Preaching and Spiritual Formation: How Small Groups Accentuate and Complement the Corporate Preaching Ministry of a Church

 |  August 20, 2018

As text-driven preaching helps your church learn the Bible, do you know how to lead them to live the Bible? For far too long we’ve placed preaching and community in separate silos. But clear, biblical proclamation must always be connected to gospel-centered community. Otherwise, where will the practice follow the preaching?

Text-driven exposition is useful for small groups. Let us be preachers who think about the individual and corporate application of the Word preached. Small groups play a large part in the formation of a church. If preaching is the air war, small groups are the ground war. Both are essential on the Kingdom front. Aim to read and apply Scripture across all settings, large and small groups.

Pastor, you will be essential to your church’s efforts to live the Bible. And one of the best ways to do this is to champion the small group atmosphere as a place to take this learning into the everyday life of your people. It starts with you. Model this living of the Bible in your sermon illustrations. Mention your own small group. If you don’t already lead one, do so. And live the illustrations you preach.

Let the men and women who lead in these groups connect the learning to the living. Tell them that the best they have to offer the people in their daily sphere is their own passionate pursuit of God. Text-driven preaching serves the role of God speaking to His people, and we are all called to be faithful to that planted Word, nourishing it so that it may grow to its fullest expression and application in community.

Help your people and leaders connect the learning to living by giving practical aids. Stoke their imaginations in this way to connect the preaching to the rest of the week. Suggest they focus their Monday morning devotion on reviewing and rehearsing the preached Word heard over the weekend? Teach them how to take helpful notes so they can devote Monday’s waking hours to reviewing and renewing the call God gave through His preacher. You do the same, Pastor. Revisit that sermon and see what God is still speaking. What was the Holy Spirit directing your church to do out of the text? What spurred you on in holiness? What convicted you? What direction and conviction was given for you to encourage, confess, repent, reconcile or reach out? Be faithful to follow up on these God-given directions, and share them with your community of small group leaders. Your example will mean the most.

You can also aid them—and yourself—when you write out three or four application questions from your sermon for your leaders and small groups. They can keep considering that Word throughout the week and lead others to do so. And all be continually shaped by it. The sermon and the small group should complement one another, working in tandem to form a people after God’s own heart.

There is great historic precedent for this. John Wesley recognized that the need for church members to share their lives and convictions was not met in the large weekend service. So he purposed “band meetings,” smaller groups of believers from within the church, to encourage one another for holy living. He saw these groups as an outgrowth of Sunday’s sermon, building into them an emphasis on application of the preached Word as members regularly shared their spiritual condition, confessed sin and hardship, and prayed together.

We can create a culture of unity and authenticity as we lead our groups to devote their shared study time to the books and passages preached on the weekends. The complementary resources and suggestions are based in the Scriptures and are a direct outgrowth of your commitment to holistically equip saints to do the work of ministry. This is the place of the preached Word in your community. Spiritual vision is cast from the pulpit and carried out in and through your small groups. A gospel-centered community is the ideal opportunity for applying God’s Word in caring deeply for one another and living the Bible in the trenches.

In this, we have the opportunity not only for increased gospel-centered community but also for gospel-centered multiplication. Preaching and community are not the end goals. Making a disciple is. Even as preaching is to drive and direct small groups, the truly gospel-centered community knows the message doesn’t stop with the group. Together, we constantly consider ways the Word of God may multiply out into the souls with whom we share a wider sphere.


Jared Musgrove is the Groups Pastor at The Village Church in Flower Mound, Texas.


» **EXERCISE**
Would you count how many lines of the entries below include the word "axis"? Give nothing but the number.

» **DATASET CONTENT**

------

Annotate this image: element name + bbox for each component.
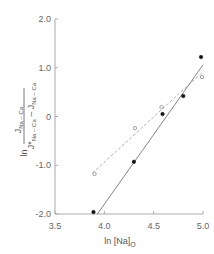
open-data-point — [200, 75, 203, 78]
filled-data-point — [92, 210, 96, 214]
x-tick-label: 4.5 — [147, 221, 160, 231]
solid-fit-line — [97, 65, 203, 214]
y-tick-label: -1.0 — [35, 160, 51, 170]
filled-data-point — [161, 112, 165, 116]
filled-data-point — [181, 94, 185, 98]
svg-text:J*Na – Ca – JNa – Ca: J*Na – Ca – JNa – Ca — [26, 82, 37, 149]
open-data-point — [133, 127, 136, 130]
x-tick-label: 4.0 — [98, 221, 111, 231]
x-axis-label: ln [Na]O — [104, 236, 136, 248]
data-points — [92, 55, 204, 214]
dashed-fit-line — [92, 72, 203, 173]
filled-data-point — [132, 160, 136, 164]
open-data-point — [93, 172, 96, 175]
y-axis-label: ln JNa – Ca J*Na – Ca – JNa – Ca — [13, 82, 37, 156]
x-tick-label: 5.0 — [197, 221, 210, 231]
svg-text:ln: ln — [19, 149, 29, 156]
y-tick-label: 2.0 — [38, 14, 51, 24]
fit-lines — [92, 65, 203, 214]
y-tick-label: 0 — [46, 112, 51, 122]
svg-text:JNa – Ca: JNa – Ca — [13, 106, 24, 133]
y-tick-label: 1.0 — [38, 63, 51, 73]
chart: 2.01.00-1.0-2.0 3.54.04.55.0 ln [Na]O ln… — [0, 0, 214, 254]
open-data-point — [160, 106, 163, 109]
y-tick-label: -2.0 — [35, 209, 51, 219]
filled-data-point — [199, 55, 203, 59]
x-tick-label: 3.5 — [49, 221, 62, 231]
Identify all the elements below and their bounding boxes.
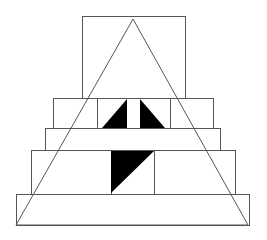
pyramid-tiers [17, 17, 250, 226]
black-triangles [102, 99, 165, 193]
tier-3-black-triangle [111, 151, 154, 193]
pyramid-diagram [0, 0, 267, 240]
tier-4-rect [17, 195, 250, 226]
cell-dividers [98, 99, 171, 195]
tier-1-right-black-triangle [140, 99, 165, 128]
tier-1-left-black-triangle [102, 99, 127, 128]
tier-2-rect [46, 129, 221, 151]
tier-1-rect [54, 99, 214, 129]
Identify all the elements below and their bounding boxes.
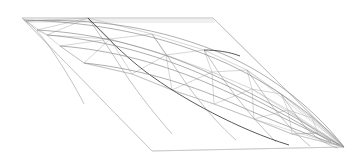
canvas-background [0, 0, 356, 168]
figure-canvas [0, 0, 356, 168]
surface-wireframe-svg [0, 0, 356, 168]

------

» **EXERCISE RESPONSE**
2